Since the 1990s, several Detroit-area advocacy organizations have taken on public transit as a major priority. Transit Riders United (TRU) was perhaps the first advocacy organization entirely dedicated to transit; it was founded in 1999. Since then, TRU has become an institution at the center of transit advocacy in Detroit. It entered the advocacy scene alongside the prominent advocacy group Metropolitan Organizing Strategy Enabling Strength (MOSES), which was founded in 1997 as an interfaith community-based organization. MOSES has a broad social justice mission, and it includes transportation as one of its core focus issues. More recently, beginning around 2013, MOSES was involved in the launch of the Detroit People’s Platform (DPP) and the Motor City Freedom Riders (MCFR), two organizations that have each done significant advocacy work around transit.

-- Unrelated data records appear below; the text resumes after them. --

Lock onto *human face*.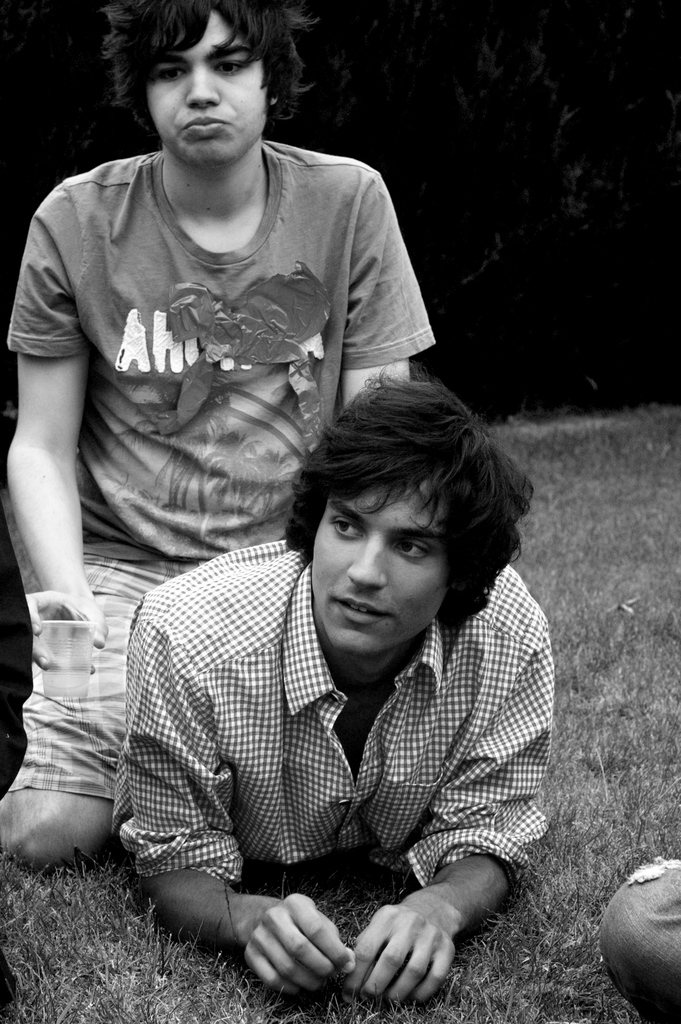
Locked: {"x1": 139, "y1": 0, "x2": 275, "y2": 178}.
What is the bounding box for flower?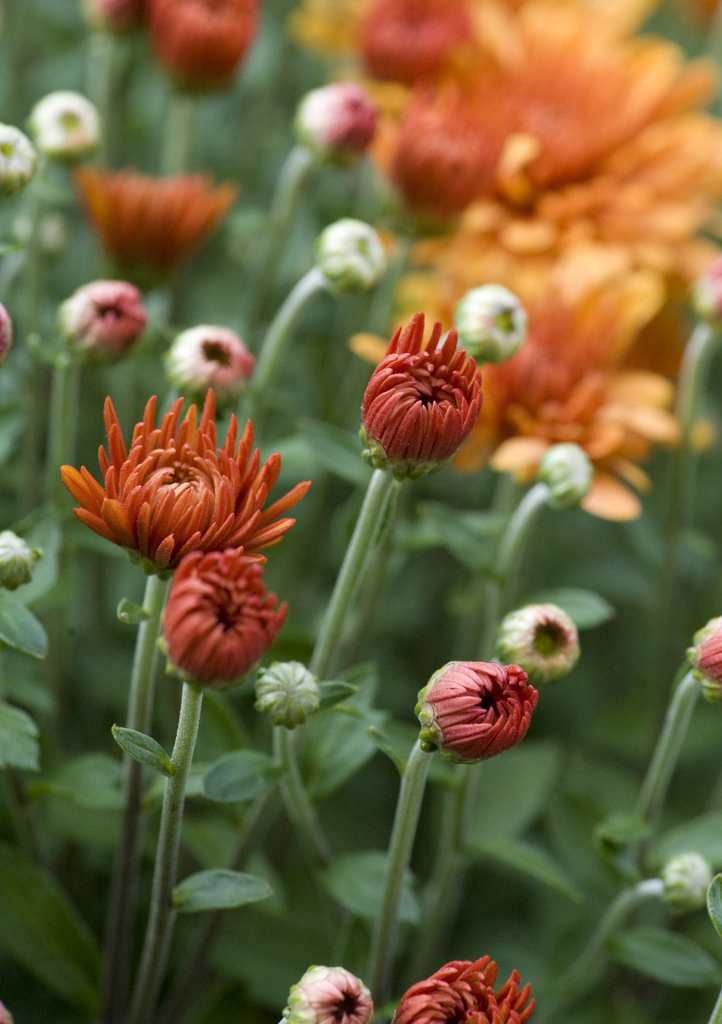
left=161, top=326, right=264, bottom=412.
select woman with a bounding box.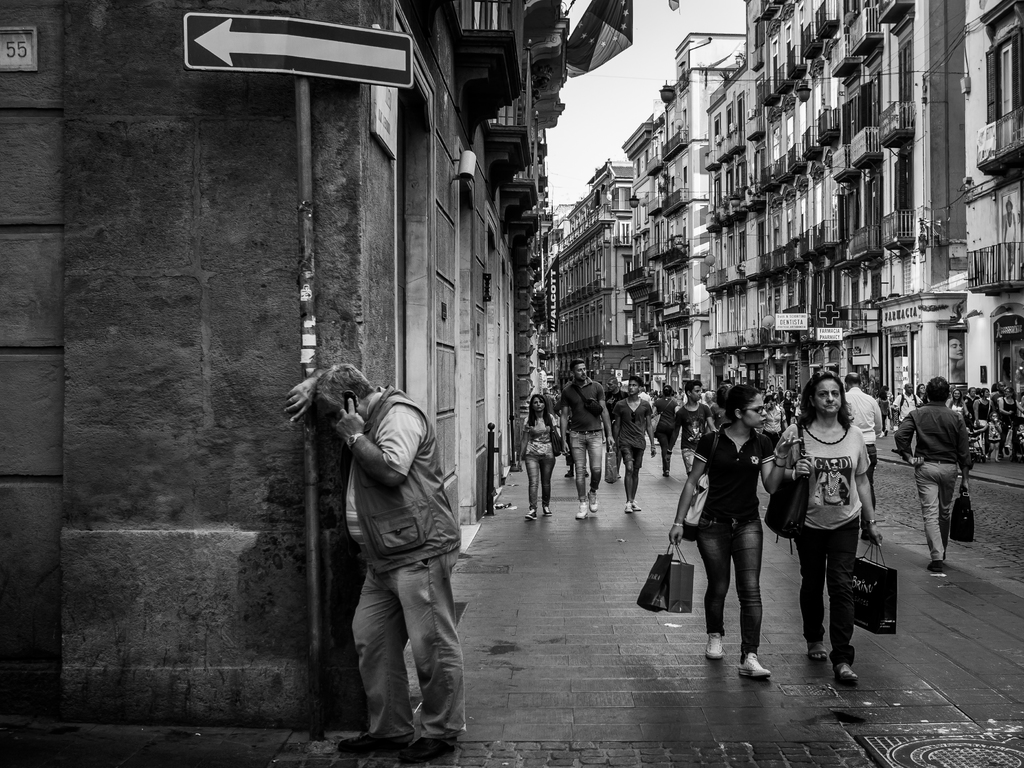
[916,384,929,404].
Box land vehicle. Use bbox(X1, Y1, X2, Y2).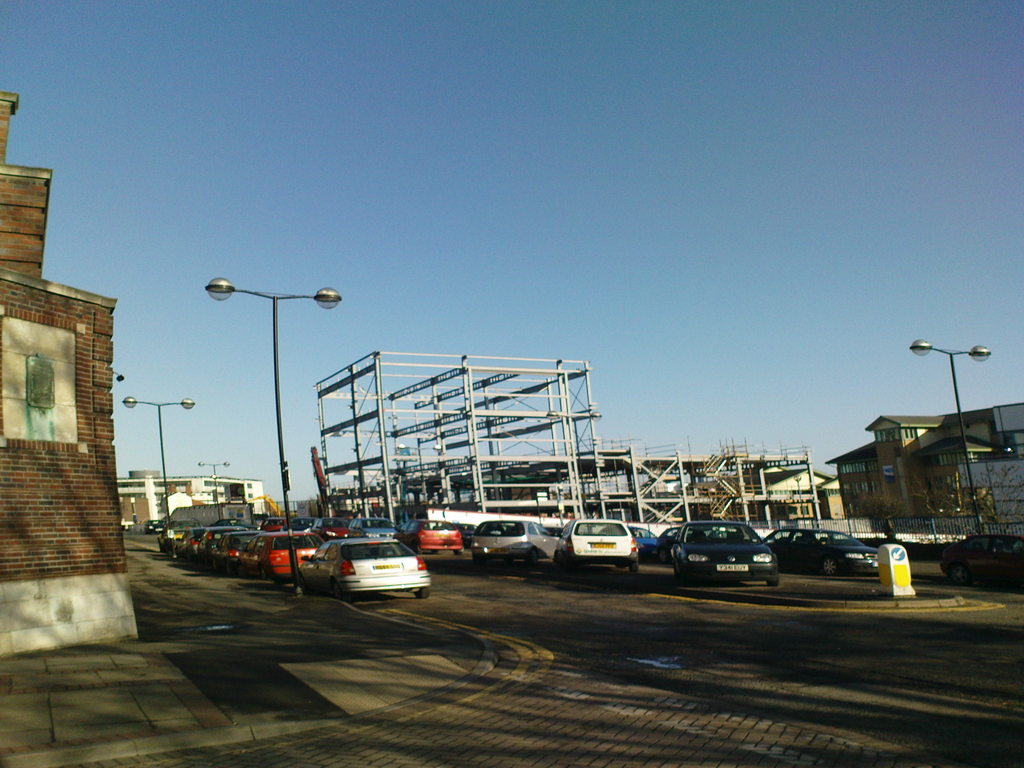
bbox(941, 536, 1023, 586).
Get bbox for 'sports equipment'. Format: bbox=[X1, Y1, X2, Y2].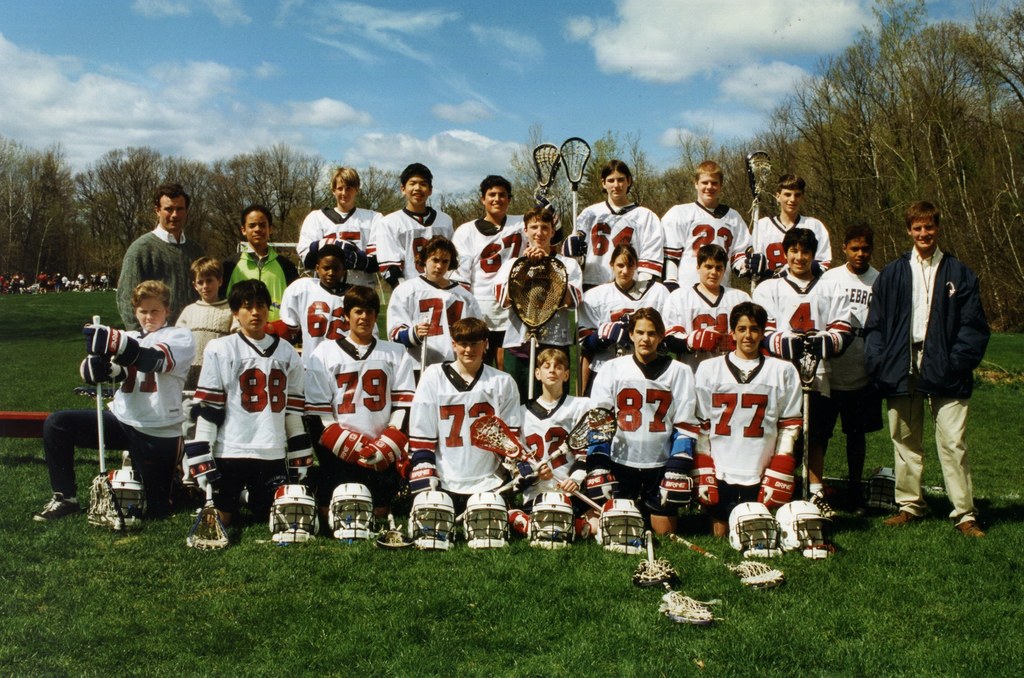
bbox=[596, 496, 644, 554].
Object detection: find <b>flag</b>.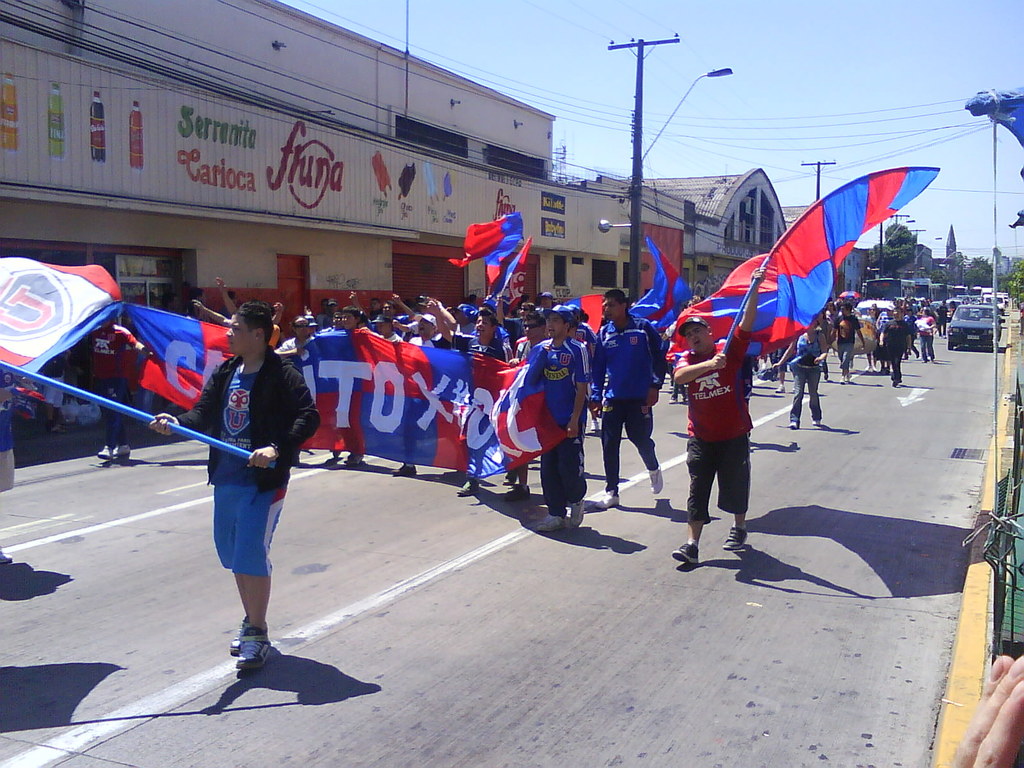
(0, 256, 119, 375).
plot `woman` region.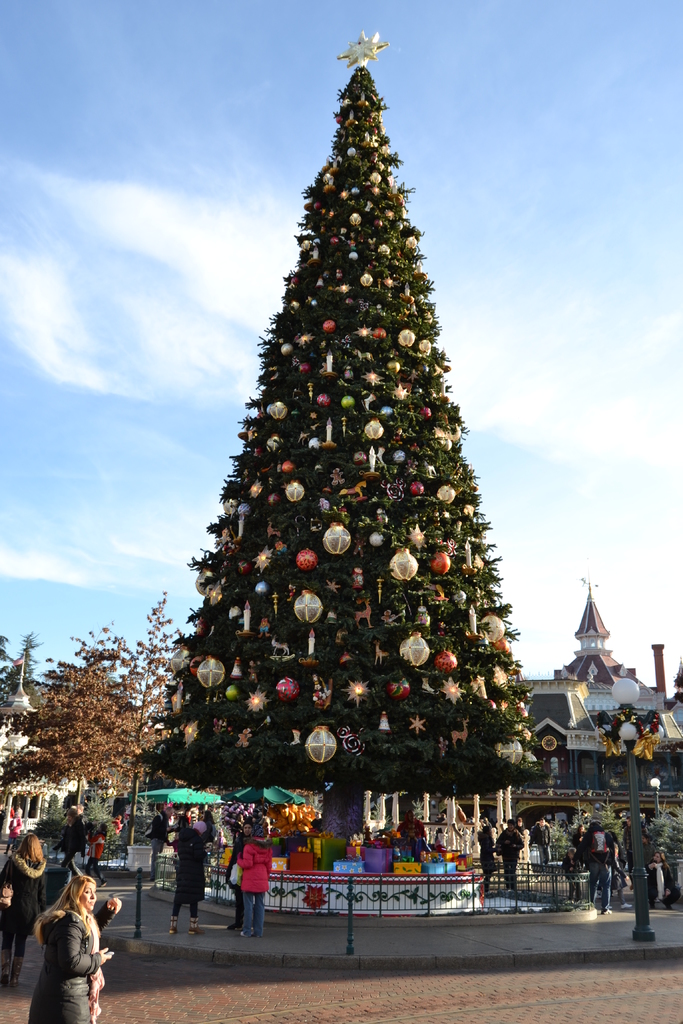
Plotted at l=572, t=825, r=588, b=869.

Over the past twenty years, these organizations have taken on multiple aspects of transit advocacy, most notably “watchdogging” government and local transit agencies like DDOT and SMART. They hold public forums to educate the public, and they have worked with policymakers and regional stakeholders (including corporations, charitable foundations, and other community-based organizations) to build support for new transportation projects.
These organizations have occasionally used race-conscious strategies to pursue their goals, and other times they have taken a colorblind approach. A pivotal moment came in 2003, when TRU and MOSES joined with a suburban municipality and other plaintiffs in filing a racial discrimination lawsuit over the way that transit decisions are made in the Detroit area. The suit alleged that a regional agency with authority over transportation in the Detroit metropolitan area—the Southeast Michigan Council of Governments (SEMCOG)—had a voting structure that racially discriminated against Black residents. SEMCOG was comprised of representatives appointed by county and city governments, and the lawsuit alleged that residents of Detroit were systematically shut out of regional decision-making due to wielding a low number of votes on the council. For example, while the City of Detroit had a population of nearly 1 million people (most of whom were Black), it had only two votes. But Livingston County had three votes on the council, even though it was a sparsely populated exurban area with a population around 200,000 (more than 95% White). TRU and MOSES argued that this structure meant that outlying residents—who tended to oppose new regional transit projects—had an unfair and outsized influence on SEMCOG. They felt that the lawsuit would compel a new voting structure that would be more responsive to the city’s needs and thus friendlier to transit. In 2006, the Michigan Court of Appeals ruled that the lawsuit could not go forward, in part because the City of Detroit was not part of the suit, and therefore the plaintiffs had no legal standing. The court also found that SEMCOG was not technically subject to the principle of proportional voting. Even though the suit did not win in court, SEMCOG reformed its voting structure shortly after this court decision. Today, SEMCOG has a two-tiered system, one population-weighted and the other based on a concept of one vote per municipal government. Proposals must have the support of both tiers to move forward. Advocates at TRU and MCFR believe that this arguably democratic reform happened largely because of the racial discrimination lawsuit drawing attention to the structural lack of political power held by Black residents in the city.
After this mixed victory in 2006, however, TRU and MOSES mostly backed away from any further explicit efforts to discuss racial discrimination over the following decade… which gets us up to the Trump Era.
I’ll be back on the newsletter soon with more on the racial dilemma in Detroit transportation, including an overview of a key transit ballot measure from the November 2016 election (remember that one?).
Thanks as always for reading, and please let me know what you think either by sending me a message or popping a comment box on the website here.